BROKER CAREER START
- karen36083
- 3 days ago
- 2 min read

Intern: Sir, for us RE Management students, what would you suggest — join a developer or a brokerage firm?
JPRE: Let’s weigh the pros and cons.
🏢 Working with a RE Developer
Pros
+ Built-in clients. You’ll get warm leads and walk-ins — perfect if you don’t yet have a network.
+ Structured training. Developers provide formal sales programs and clear systems.
+ Early access. You’ll know about new launches before the rest of the market — a real first-mover advantage.
+ Allowance. A small stipend helps you stay afloat early on.
+ Brand credibility. Being tied to a top developer boosts trust.
Cons
– Limited inventory. You can only sell your employer’s projects — risky if sales are slow.
– Shrinking primary market. The “gold rush” years of double-digit price growth are over.
– Little flexibility. Most developers prohibit selling secondary or rental listings (though some quietly find ways around it).
– Fixed schedule. Expect office hours and weekend events.
🏠 Joining a Brokerage
Pros
+ Freedom. You can sell any project — pre-selling, resales, or rentals.
+ Wider reach. You can directly tap your own network’s property needs instead of being confined to primary market buyers.
+ Broader learning. You’ll handle negotiations, documentation, and deal structuring — real-world exposure that in-house brokers rarely get.
Cons
– Steeper learning curve. Not all brokerages provide mentorship; expect trial and error.
– Expenses. Some charge desk and have commission split schemes.
– Reputation risk. The secondary market is less regulated — your professionalism defines your success.
Before the slowdown in 2023, I would’ve advised most graduates to start with a developer. Many top-producing brokers began in-house — it gave them structure, discipline, and early exposure to high-net-worth clients.
But given today’s weak primary market (even big developers are cutting new launches), I’d start in secondary brokerage. There are simply more ways to earn — from resales to rentals to buyer-side work — and it builds the agility you’ll need when the market isn’t in your favor. Just make sure mom and dad are ready to back you up — it’s an extremely tough market currently.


Aim of the exercise
Would you set down every line of the data below exactly as it reads?

Source material
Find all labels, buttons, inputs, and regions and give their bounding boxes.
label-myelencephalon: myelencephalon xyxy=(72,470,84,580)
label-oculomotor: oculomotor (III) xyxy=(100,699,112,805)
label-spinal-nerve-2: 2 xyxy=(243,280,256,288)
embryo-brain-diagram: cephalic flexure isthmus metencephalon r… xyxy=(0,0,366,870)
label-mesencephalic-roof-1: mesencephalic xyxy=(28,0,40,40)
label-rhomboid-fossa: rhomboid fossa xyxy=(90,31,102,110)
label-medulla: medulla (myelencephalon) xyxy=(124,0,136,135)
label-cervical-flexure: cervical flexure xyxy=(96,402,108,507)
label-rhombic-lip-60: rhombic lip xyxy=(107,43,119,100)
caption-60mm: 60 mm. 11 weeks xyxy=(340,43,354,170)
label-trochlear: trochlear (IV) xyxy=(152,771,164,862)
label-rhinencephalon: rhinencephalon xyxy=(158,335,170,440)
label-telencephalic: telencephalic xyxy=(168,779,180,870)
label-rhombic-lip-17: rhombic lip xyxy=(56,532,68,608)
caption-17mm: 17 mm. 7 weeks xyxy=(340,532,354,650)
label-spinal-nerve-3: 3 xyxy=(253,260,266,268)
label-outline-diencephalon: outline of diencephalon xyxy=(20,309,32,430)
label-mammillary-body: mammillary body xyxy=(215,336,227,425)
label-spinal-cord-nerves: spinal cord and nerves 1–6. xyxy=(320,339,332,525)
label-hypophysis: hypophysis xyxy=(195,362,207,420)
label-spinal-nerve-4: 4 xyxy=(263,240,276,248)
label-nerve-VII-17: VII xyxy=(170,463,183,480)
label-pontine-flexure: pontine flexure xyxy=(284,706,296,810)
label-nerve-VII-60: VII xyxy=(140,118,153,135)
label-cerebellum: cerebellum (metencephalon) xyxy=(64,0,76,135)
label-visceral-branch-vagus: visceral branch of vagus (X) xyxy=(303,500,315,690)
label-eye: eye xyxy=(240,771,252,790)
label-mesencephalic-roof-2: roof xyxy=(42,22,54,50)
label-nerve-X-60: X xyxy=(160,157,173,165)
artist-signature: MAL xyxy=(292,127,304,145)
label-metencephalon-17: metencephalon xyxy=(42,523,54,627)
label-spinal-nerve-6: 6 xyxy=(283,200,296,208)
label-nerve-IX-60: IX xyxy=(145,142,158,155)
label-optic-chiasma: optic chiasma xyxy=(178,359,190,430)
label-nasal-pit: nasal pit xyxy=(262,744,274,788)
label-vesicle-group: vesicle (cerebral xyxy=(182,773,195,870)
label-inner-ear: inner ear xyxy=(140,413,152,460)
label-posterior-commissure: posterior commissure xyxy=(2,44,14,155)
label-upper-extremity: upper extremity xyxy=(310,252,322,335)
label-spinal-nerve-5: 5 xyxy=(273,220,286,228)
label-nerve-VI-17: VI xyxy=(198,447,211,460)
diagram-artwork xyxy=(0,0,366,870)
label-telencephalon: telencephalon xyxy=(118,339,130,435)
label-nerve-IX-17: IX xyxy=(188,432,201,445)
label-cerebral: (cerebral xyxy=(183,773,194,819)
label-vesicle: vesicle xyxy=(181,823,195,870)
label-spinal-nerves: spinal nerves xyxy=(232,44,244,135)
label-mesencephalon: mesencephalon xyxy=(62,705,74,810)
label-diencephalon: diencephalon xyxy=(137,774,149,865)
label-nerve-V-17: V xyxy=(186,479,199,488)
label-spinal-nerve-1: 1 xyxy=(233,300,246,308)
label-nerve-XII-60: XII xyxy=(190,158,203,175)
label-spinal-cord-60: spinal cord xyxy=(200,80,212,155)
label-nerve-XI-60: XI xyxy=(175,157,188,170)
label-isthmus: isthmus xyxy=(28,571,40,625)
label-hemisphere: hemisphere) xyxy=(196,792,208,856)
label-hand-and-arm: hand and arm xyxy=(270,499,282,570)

Task output
Find all labels, buttons, inputs, and regions and give their bounding boxes.
label-myelencephalon: myelencephalon xyxy=(72,470,84,580)
label-oculomotor: oculomotor (III) xyxy=(100,699,112,805)
label-spinal-nerve-2: 2 xyxy=(243,280,256,288)
embryo-brain-diagram: cephalic flexure isthmus metencephalon r… xyxy=(0,0,366,870)
label-mesencephalic-roof-1: mesencephalic xyxy=(28,0,40,40)
label-rhomboid-fossa: rhomboid fossa xyxy=(90,31,102,110)
label-medulla: medulla (myelencephalon) xyxy=(124,0,136,135)
label-cervical-flexure: cervical flexure xyxy=(96,402,108,507)
label-rhombic-lip-60: rhombic lip xyxy=(107,43,119,100)
caption-60mm: 60 mm. 11 weeks xyxy=(340,43,354,170)
label-trochlear: trochlear (IV) xyxy=(152,771,164,862)
label-rhinencephalon: rhinencephalon xyxy=(158,335,170,440)
label-telencephalic: telencephalic xyxy=(168,779,180,870)
label-rhombic-lip-17: rhombic lip xyxy=(56,532,68,608)
caption-17mm: 17 mm. 7 weeks xyxy=(340,532,354,650)
label-spinal-nerve-3: 3 xyxy=(253,260,266,268)
label-outline-diencephalon: outline of diencephalon xyxy=(20,309,32,430)
label-mammillary-body: mammillary body xyxy=(215,336,227,425)
label-spinal-cord-nerves: spinal cord and nerves 1–6. xyxy=(320,339,332,525)
label-hypophysis: hypophysis xyxy=(195,362,207,420)
label-spinal-nerve-4: 4 xyxy=(263,240,276,248)
label-nerve-VII-17: VII xyxy=(170,463,183,480)
label-pontine-flexure: pontine flexure xyxy=(284,706,296,810)
label-nerve-VII-60: VII xyxy=(140,118,153,135)
label-cerebellum: cerebellum (metencephalon) xyxy=(64,0,76,135)
label-visceral-branch-vagus: visceral branch of vagus (X) xyxy=(303,500,315,690)
label-eye: eye xyxy=(240,771,252,790)
label-mesencephalic-roof-2: roof xyxy=(42,22,54,50)
label-nerve-X-60: X xyxy=(160,157,173,165)
artist-signature: MAL xyxy=(292,127,304,145)
label-metencephalon-17: metencephalon xyxy=(42,523,54,627)
label-spinal-nerve-6: 6 xyxy=(283,200,296,208)
label-nerve-IX-60: IX xyxy=(145,142,158,155)
label-optic-chiasma: optic chiasma xyxy=(178,359,190,430)
label-nasal-pit: nasal pit xyxy=(262,744,274,788)
label-vesicle-group: vesicle (cerebral xyxy=(182,773,195,870)
label-inner-ear: inner ear xyxy=(140,413,152,460)
label-posterior-commissure: posterior commissure xyxy=(2,44,14,155)
label-upper-extremity: upper extremity xyxy=(310,252,322,335)
label-spinal-nerve-5: 5 xyxy=(273,220,286,228)
label-nerve-VI-17: VI xyxy=(198,447,211,460)
diagram-artwork xyxy=(0,0,366,870)
label-telencephalon: telencephalon xyxy=(118,339,130,435)
label-nerve-IX-17: IX xyxy=(188,432,201,445)
label-cerebral: (cerebral xyxy=(183,773,194,819)
label-vesicle: vesicle xyxy=(181,823,195,870)
label-spinal-nerves: spinal nerves xyxy=(232,44,244,135)
label-mesencephalon: mesencephalon xyxy=(62,705,74,810)
label-diencephalon: diencephalon xyxy=(137,774,149,865)
label-nerve-V-17: V xyxy=(186,479,199,488)
label-spinal-nerve-1: 1 xyxy=(233,300,246,308)
label-nerve-XII-60: XII xyxy=(190,158,203,175)
label-spinal-cord-60: spinal cord xyxy=(200,80,212,155)
label-nerve-XI-60: XI xyxy=(175,157,188,170)
label-isthmus: isthmus xyxy=(28,571,40,625)
label-hemisphere: hemisphere) xyxy=(196,792,208,856)
label-hand-and-arm: hand and arm xyxy=(270,499,282,570)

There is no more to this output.